Review for 2020

Jan 1, 2021 00:52 · 758 words · 4 minute read Review

2020, people say this year will be written in history books. From Australia fire to pandemic, from Black Lives Matter to US political drama, worse events showed up one by one. For me, at the stage of 26 years old, these really make me rethink humanity and my life philosophy.

In retrospect, my personal life seems not to be influenced a lot compared to those in the centre of disasters. I even accomplished a few achievements that would be significant milestones in my whole life.

Career

New Zealand conducted a serious lockdown for more than one month from the end of March, which unfortunately suspended my MSc project and ruined a few ongoing big experiments. On the other hand, my dear uni generously gave us a one-month extension. During the lockdown period, I self-studied HarvardX online courses in Data Science. Even though I missed verified assignments as a audible student, I gathered operational experience in data manipulation and visualization with R and later applied these skills in my thesis data analysis. I submitted my thesis in August and received my grade in October. Whoo Yeah, it is “A” and makes my Master GPA upgrade to 7.00/9 which is the minimum GPA requirement for PhD scholarship. This significantly increases my future career flexibility.

After graduation, I have got a considerable summer scholarship for a microbiota project in my previous research group. My main responsibilities were to extract gDNA from environmental bacteria, amplify ribosomal RNA and prepare a library for downstreaming high-throughput sequencing. These molecular experiments are quite conventional, but the benefit I gained from the experience was immeasurable. It feels so good without working under due pressure.

Non-nerd Life

I would evaluate my 2020 as a fruitful year compared to 2018 and 2019 in which I only finished 34 and 20 movies & books respectively. In 2020, I finished 82 movies & books in total.

Blue bars represent movies, green bars represent books

Among those movies, four anime movies directed by Satoshi Kon really impressed me, especially the one called “Paprika”. This anime talks about a device which could immerse humans’ dreams. Paparika’s subconscious
One main branch of this movie is that the bad guy employed this device to hack everyone’s dream and peel their evil subconscious out, which helps him to rule the dream world. The side branch is about a policeman who has psychological issues because of giving up his dream of becoming a movie director. In the end, the policeman broke through his layers of nightmares and was brave enough to face reality and helped the psychologist, Paprika, save the world. One super touching scene is that Paprika finally expressed her love to her colleague who is fat, nerdy but always sincere and kind. A victory for nerds!!! The interactive dream with reality
This movie also reflects a lot of Japan social issues such as prevalent suicide, compensated dating of teenagers and sneak shots.

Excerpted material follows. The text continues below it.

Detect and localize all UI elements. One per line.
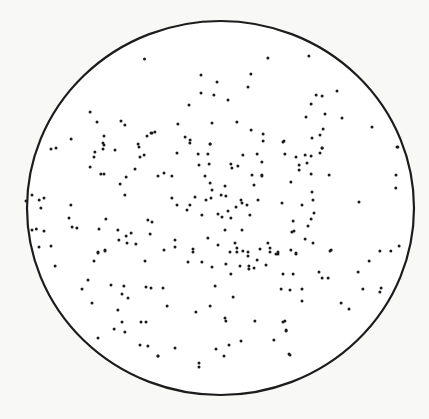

In terms of reading, I must recommend the autobiography of Yuen Ren Chao and his wife, Bu Wei Yang. Both of them borned in the 1890s and started overseas study in the 1910s. In their early childhood, they received the most traditional Chinese education with Four Books and Five Classics. Later, they were educated by the most cutting-edge science and philosophy. Before I had firmly believed that traditional Chinese education was the root cause of thousand years of bad habits, which clamp down on the mind and distort the personality with the examples of Jin Fan and Yiji Kong. However, their life experience completely changed my prejudices and even convinced me that their early education greatly supported their future success in western-style academics. Nevertheless they are one-century older than me, their liberal thoughts, persistence in academics and insistence on dignity always inspire me. Interestingly, once Yuen Ren Chao said in his books, “The academic year 1918–1919 was one of my most unsettled and unsettling years within memory. I did not know what to do, where to go, geographically, nationally, intellectually, or emotionally." In 2020, more or less everyone has such feelings, but still, I really cherish my life and luckiness as Natsume Sōseki said, “Where there is more light, there is more darkness” and surely vice versa.

Yuen Ren Chao with his wife and four daughters. Cambridge, 1941

These are the snapshots of my 2020. It is great to finish my MSc study on time and enrich my daily life with those fantastic movies and books.

Sincerely, hope the world can go back on track in 2021. I am waiting for vaccines!